2. The high return expectations on a low-return asset also mean that those projects being funded by foreign investors are also likely to be deeply risky. They would have to pay an exorbitantly high cost of capital, which in turn erodes the capital cushion available to the project to ride out shocks. Perversely, foreign capital into infrastructure and climate mitigation projects in developing countries could end up making the project riskier. 

3. While Persaud's proposal appears sound in theory, operationalising it through the MDBs will be very hard. The markets will always be uncertain about such instruments and market participants will invariably hedge against the risks, thereby repricing the cost of capital upwards. This endeavour will be like the World Bank's Multilateral Investment Guarantee Agency (MIGA) which since its inception in 1988 has guaranteed just a few tens of billions. 

4. While projects get de-risked, the returns expectations of foreign investors remain the same or only marginally lower. In these circumstances, de-risking with concessional finance becomes a convenient tool to boost private bottom-lines. When all's said and done, it's most likely that public subsidy ends up as private gains. 

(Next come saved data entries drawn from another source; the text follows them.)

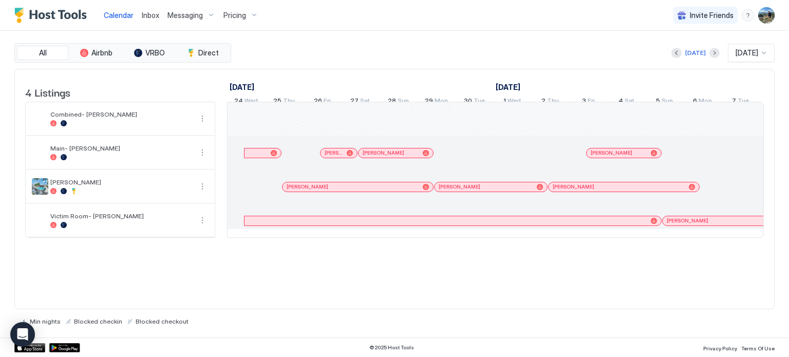 The image size is (789, 357). What do you see at coordinates (203, 53) in the screenshot?
I see `button: Direct` at bounding box center [203, 53].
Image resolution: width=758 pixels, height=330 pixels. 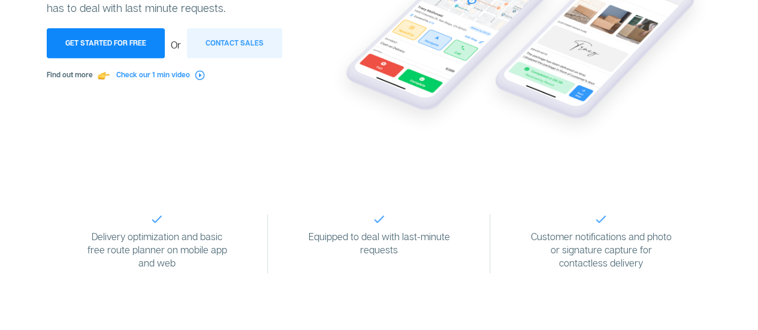 What do you see at coordinates (175, 45) in the screenshot?
I see `span: Or` at bounding box center [175, 45].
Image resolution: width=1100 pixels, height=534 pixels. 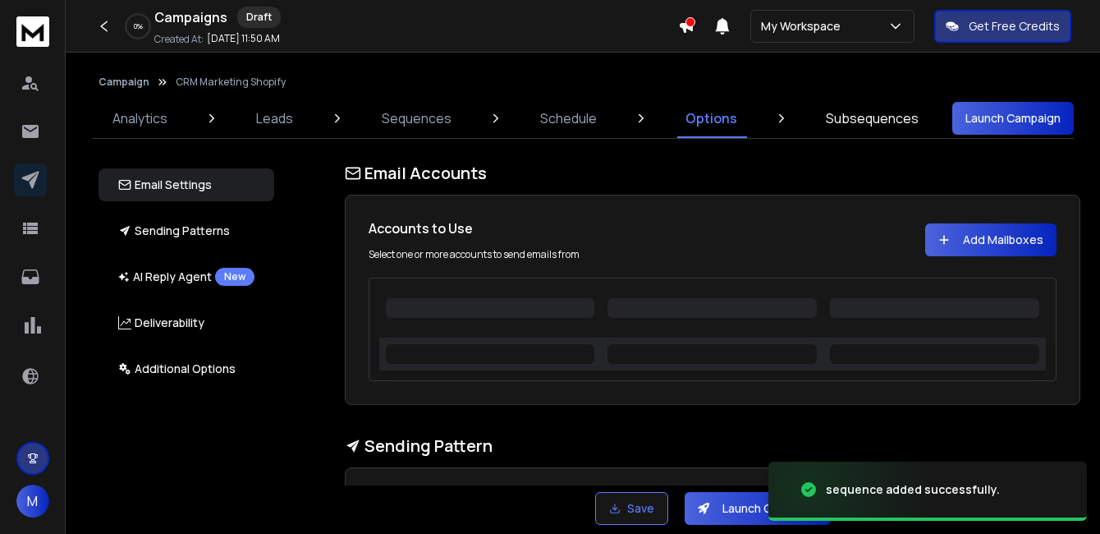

5. Given all the above, we need to see foreign commercial capital in climate mitigation and infrastructure in its true perspective. The prevailing financial market incentives make it almost impossible to attract foreign capital into infrastructure in all but negligible amounts. Wasting scarce effort and time on this endeavour is likely to be futile. 

The balance sheet of long and arduous efforts to get foreign capital to invest in infrastructure in developing countries is deeply disappointing. Decades of efforts at derisking have failed badly. Far from being able to attract 10-20 times private capital for every dollar of public/MDB finance, they have struggled to leverage even a multiple of one. MIGA has struggled despite its best efforts to make any meaningful dent. 

6. Instead of expending energies on complicated financial structures and market-making, a more prudent and meaningful approach would be to focus on lowering returns expectations. One way would be to get rating agencies to recalibrate their models to account for the distortions like what Persaud has shown. How do we discount the perception premium, over and above the fundamentals-based risk, in the models used by rating agencies?

Private institutional investors preaching ESG and sustainability goals should introspect about their returns expectations. At the risk of being branded hypocrites, they should be putting money where their mouth is. 

7. Given all these, instead of chasing the impossible, it may be more sustainable and cost-effective for the IFC and World Bank to directly lend to developing countries to develop greenfield climate mitigation and infrastructure projects, and then have the revenue generating assets be monetised to repay the loans and use national budget finance to repay the loans made to non-revenue generating assets. This should be necessarily supplemented with efforts at project development and project management governance systems. These are all hard tasks, but they stand a greater chance of success than attracting foreign investors into climate mitigation infrastructure. 

Further, instead of chasing only foreign investors, these efforts should prioritise unlocking domestic capital by de-risking them. This could involve working with local banks to de-risk projects and mobilising loan syndication consortiums. It could also lead to the general derisking of climate mitigation infrastructure investments in the financial system of those developing countries. At the least, derisking domestic capital is a less futile endeavour than derisking foreign capital.